Fault always lies in the same place, my fine babies: with him weak enough to lay blame. ~ Cort, the Gunslinger’s teacher
The Drawing of the Three is the second in the 8-volume The Dark Tower series by Stephen King. It is dark fantasy, set in Earth’s future. Physical and Metaphysical laws are greatly altered. There is some collective memory of the old world, and characters describe the present state as a world that has “moved on.” King says it was inspired by two works: “Childe Roland to the Dark Tower Came,” a poem by Robert Browning, and The Lord of the Rings by J. R. R. Tolkien. It resembles Browning’s poem in some specific points and The Lord of the Rings very little, except as an epic fantasy.
In Volume I, the reader is introduced to the gunslinger, whom I assume is the principal character throughout the series. He is on a quest to the Dark Tower, though it is unclear why? At the end of volume I, the mysterious Man in Black tells the Gunslinger’s fortune using something like tarot cards. The Gunslinger is to encounter three enigmatic characters: the Prisoner, the two-faced woman, and Death. The Drawing of the Three is about those encounters.
In each instance, the Gunslinger steps through a portal into another world, or more precisely, another time, the world as it was before it moved on: 20th-century America. In this world/time, he exists within the body and shares consciousness with the three persons. Each faces a significant crisis of their own, and the Gunslinger intervenes while simultaneously forcing them into his struggle.
It was an exciting read. Each character is damaged. Two are pitiable. Two will form alliances with the Gunslinger. All three are essential to his quest for the Dark Tower. It is riveting right from the beginning. Back in his own world/time the Gunslinger has an ongoing life-and-death struggle with “lobstrosities”— lobster monstrosities, which are almost comical, other than the permanent physical maiming they cause to the hero of the tale.
As I mentioned in my review of Volume I, I didn’t want to commit to an 8-volume series, but I am entirely hooked and anxious to start Volume III.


> **EXERCISE GOAL**
Skip the pictures. Quote every line below, exactly, from the one with "Find 'tire' in" through the final line.

Data entries
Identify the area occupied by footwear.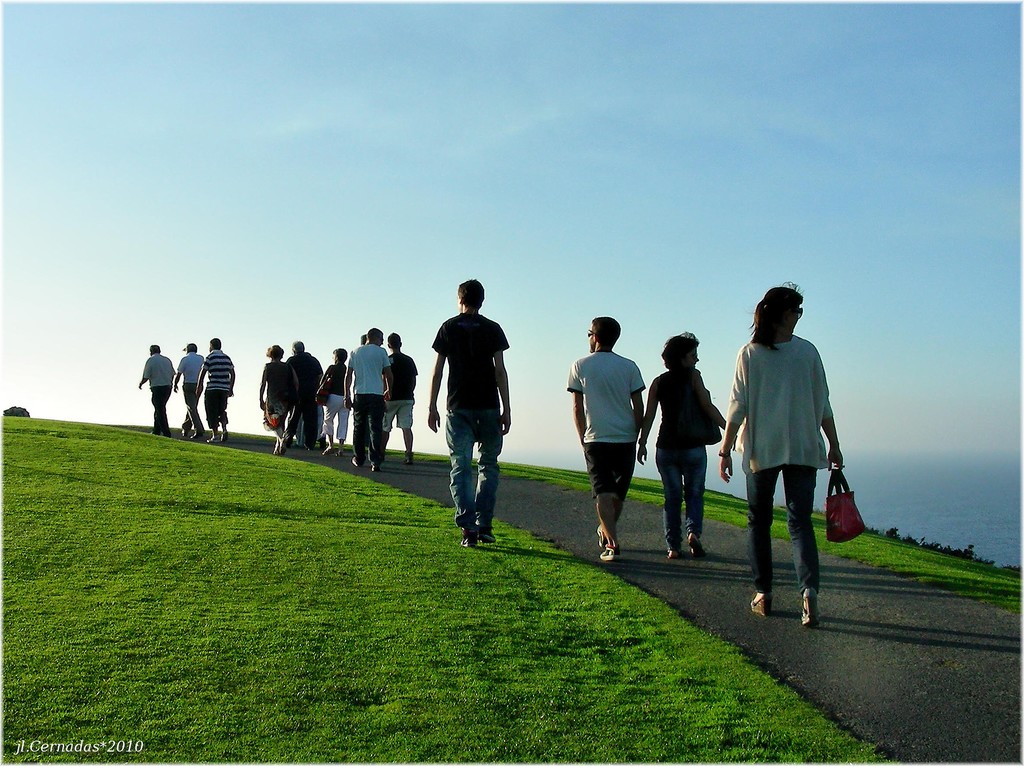
Area: bbox=(601, 544, 621, 560).
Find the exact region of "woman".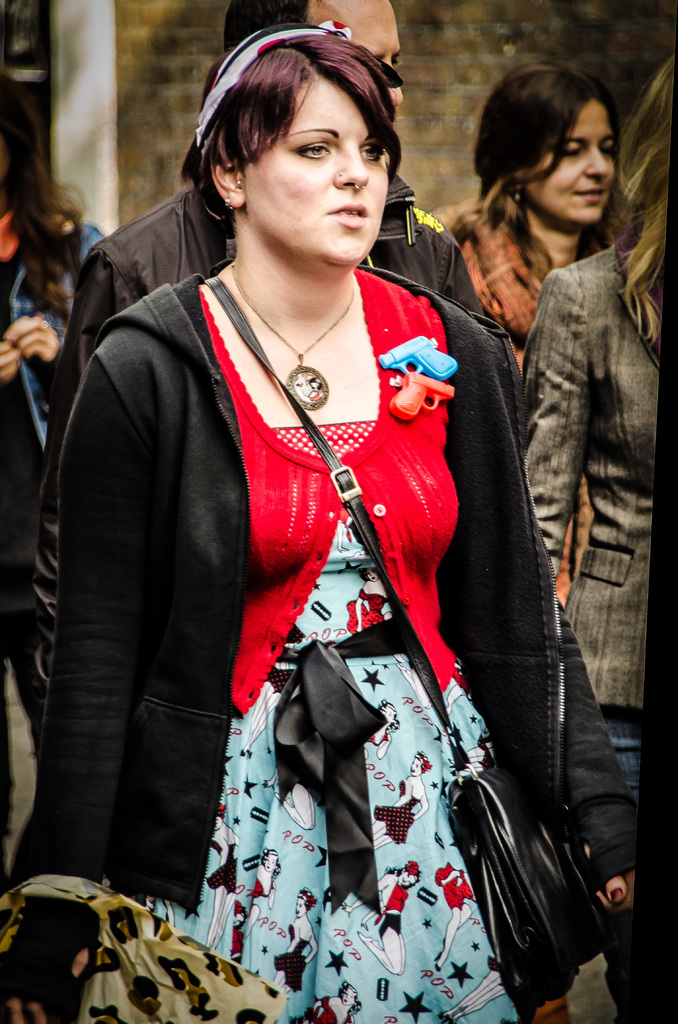
Exact region: [434, 58, 624, 1023].
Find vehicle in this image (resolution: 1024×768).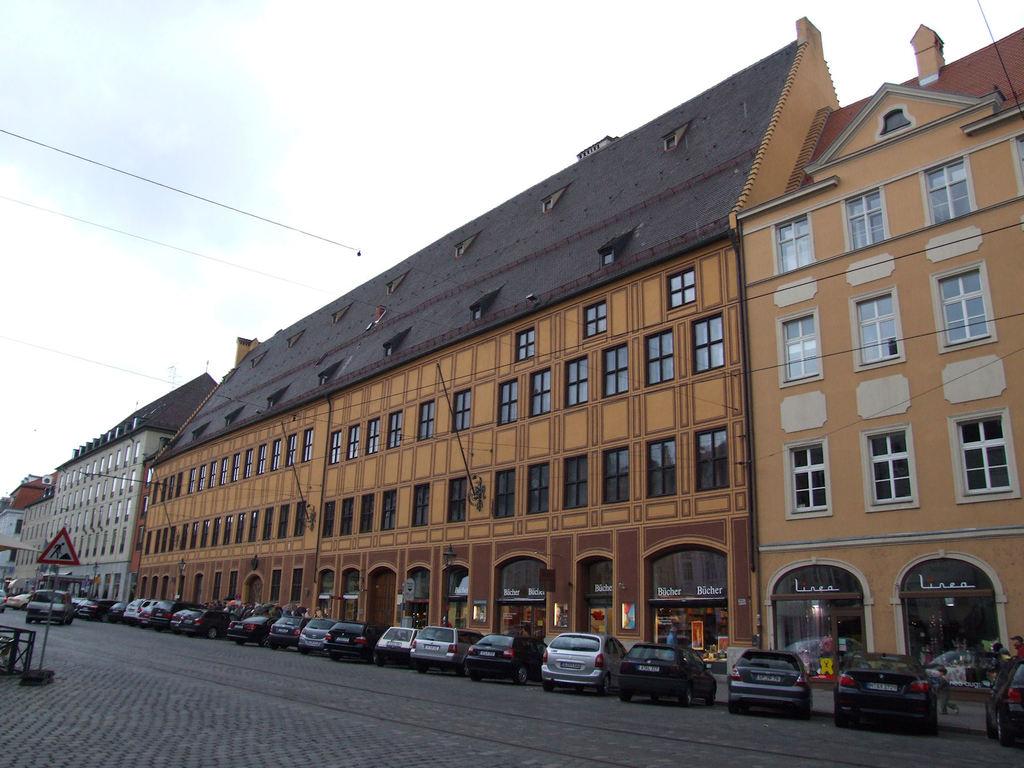
[412, 625, 474, 669].
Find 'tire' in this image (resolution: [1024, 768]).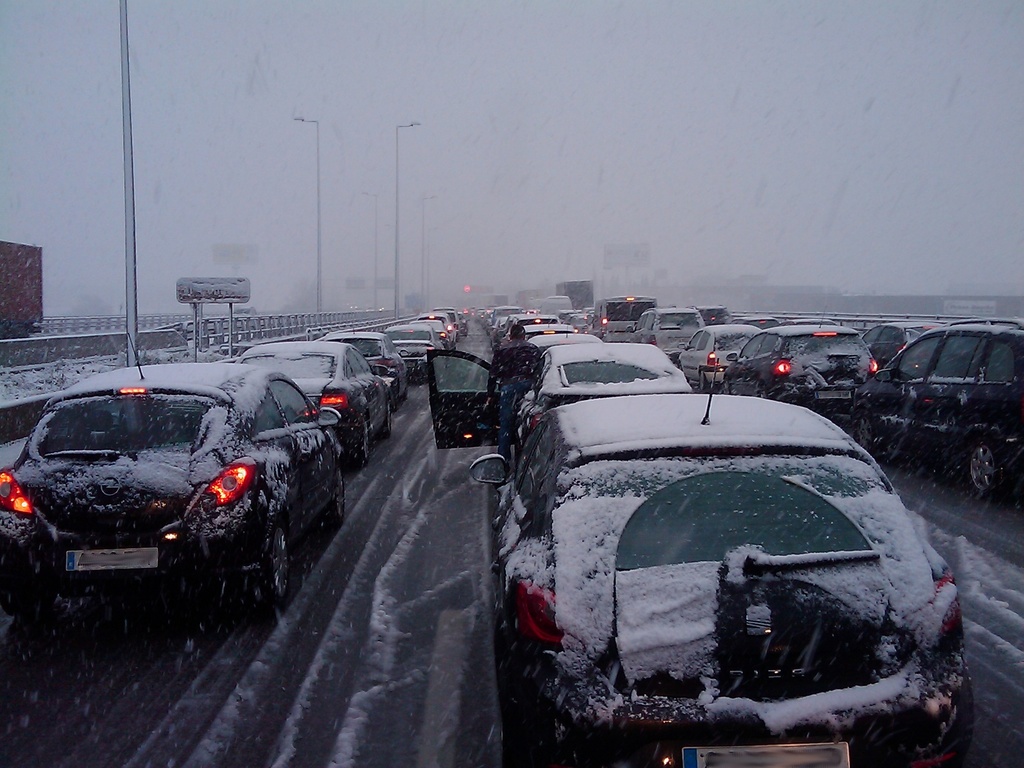
Rect(959, 435, 1009, 503).
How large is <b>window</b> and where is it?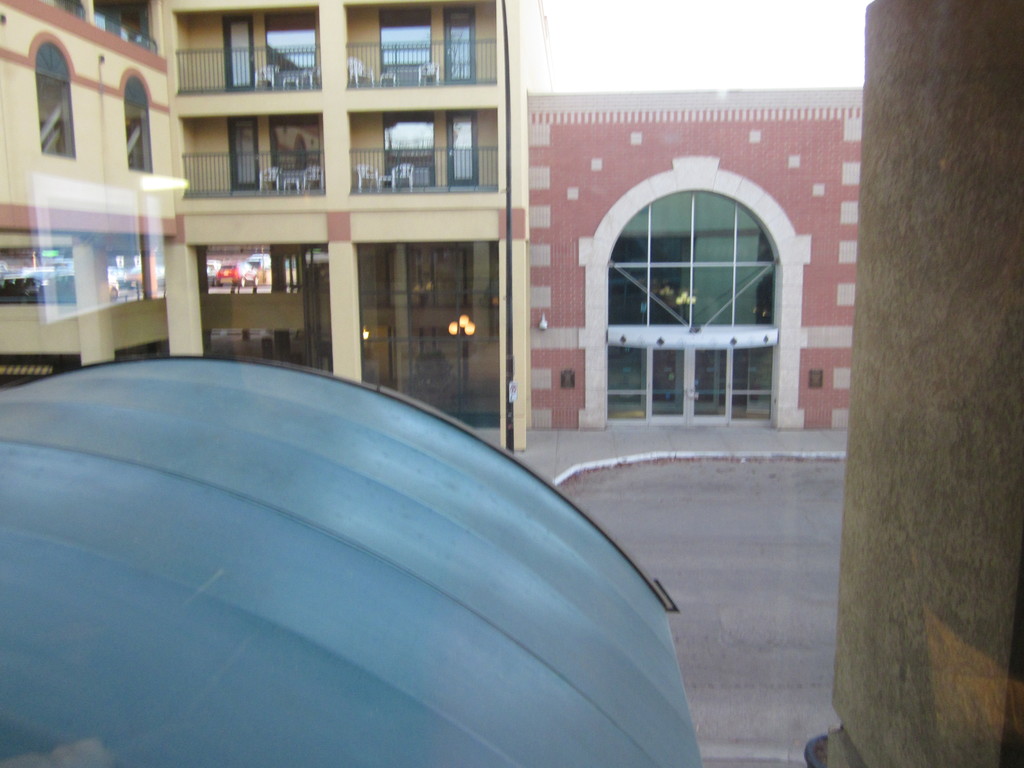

> **RESULT OF THE TASK**
Find 'tire' in this image (resolution: [1024, 768]).
Rect(959, 435, 1009, 503).
How large is <b>window</b> and where is it?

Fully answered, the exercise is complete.